Critter News: Sea Pens!

What can glow, burrow, and drift away? Sea pens!

When touched by a predator such as a leather star, sunflower star, or any of several nudibranchs (including opalescent, striped, orange peel, and diamondback), sea pens have several defenses. It may flash-glow a bio-luminescent greenish light (produced by one of the same chemicals that fireflies use to create their lights) which might startle the predator and/or warn other nearby sea pens. It might deflate its body and burrow rapidly into the substrate, leaving little if any of its body exposed. Or, it might just inflate itself with water, pull up its base, and drift away on the current.

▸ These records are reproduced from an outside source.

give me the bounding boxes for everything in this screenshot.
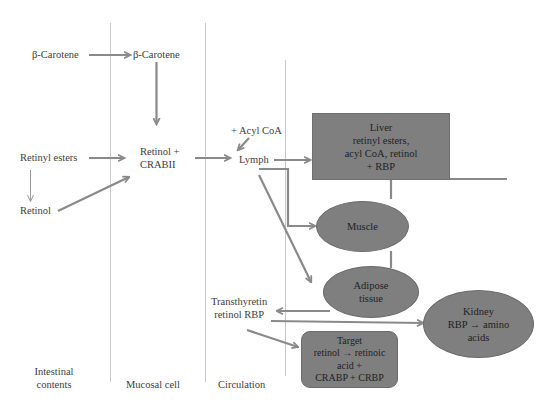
arrow-retinol-to-retinol-crabii [58,177,129,211]
node-kidney: Kidney RBP → amino acids [423,290,534,358]
node-target-line2: retinol → retinoic [314,347,386,360]
column-label-intestinal: Intestinal contents [22,365,86,391]
column-label-intestinal-line2: contents [22,378,86,391]
node-target-line3: acid + [337,360,362,373]
node-kidney-line2: RBP → amino [448,318,509,331]
node-liver: Liver retinyl esters, acyl CoA, retinol … [312,113,450,180]
node-adipose-line1: Adipose [354,279,389,292]
node-liver-line1: Liver [370,121,393,134]
node-liver-line4: + RBP [367,160,395,173]
column-label-circulation: Circulation [218,378,265,391]
arrow-transthyretin-to-kidney [271,321,423,323]
node-adipose: Adipose tissue [323,266,419,318]
arrow-acylcoa-to-lymph [238,138,249,150]
node-liver-line2: retinyl esters, [353,134,410,147]
column-label-mucosal: Mucosal cell [126,378,180,391]
node-target-line1: Target [337,335,362,348]
label-transthyretin-line2: retinol RBP [211,308,267,321]
arrow-transthyretin-to-target [247,330,298,347]
label-beta-carotene-intestinal: β-Carotene [32,48,79,61]
node-target-line4: CRABP + CRBP [315,372,384,385]
node-kidney-line1: Kidney [463,305,494,318]
node-muscle: Muscle [316,201,409,252]
node-liver-line3: acyl CoA, retinol [345,147,418,160]
label-beta-carotene-mucosal: β-Carotene [133,48,180,61]
label-retinol-crabii-line1: Retinol + [140,145,179,158]
node-adipose-line2: tissue [359,292,383,305]
label-lymph: Lymph [239,153,269,166]
label-acyl-coa: + Acyl CoA [231,124,282,137]
column-dividers [111,23,286,382]
node-muscle-line1: Muscle [347,220,378,233]
label-retinol: Retinol [20,204,51,217]
arrow-lymph-to-muscle [259,169,315,226]
label-transthyretin-line1: Transthyretin [211,295,267,308]
node-target: Target retinol → retinoic acid + CRABP +… [301,331,398,388]
label-retinol-crabii-line2: CRABII [140,158,179,171]
node-kidney-line3: acids [468,331,490,344]
label-retinyl-esters: Retinyl esters [20,151,77,164]
column-label-intestinal-line1: Intestinal [22,365,86,378]
label-transthyretin: Transthyretin retinol RBP [211,295,267,321]
label-retinol-crabii: Retinol + CRABII [140,145,179,171]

Critter News: Sea Pens!Sea Pen
Sea Pen
Opalescent nudibranch, such as the one at the bottom left of the sea pen (see blue arrow), usually feed on very small sea pens that are less than a year old.

 

This soft coral begins life as a single polyp which has developed from a fertilized egg. This first polyp becomes the bulb and the central stalk (#1 white arrows). As it grows, more polyps are created from this bulb and stalk, including tiny water-intake polyps embedded in the central body region (#2 bluearrows) that pump water into the sea pen. Feeding polyps (#3 red arrows) emerge from blades along the stalk to gather plankton with their 8 tentacles. All the polyps in a single sea pen are genetically identical and cannot live in-dependently.

At about five years of age (and about 9.5” long), females and males begin to spawn for the first time, and may continue for many years until predators, disease or pollution shorten their potentially unlimited lifespan.

To see the sea pens at the Aquarium, visit the Puget Sound Fish exhibit.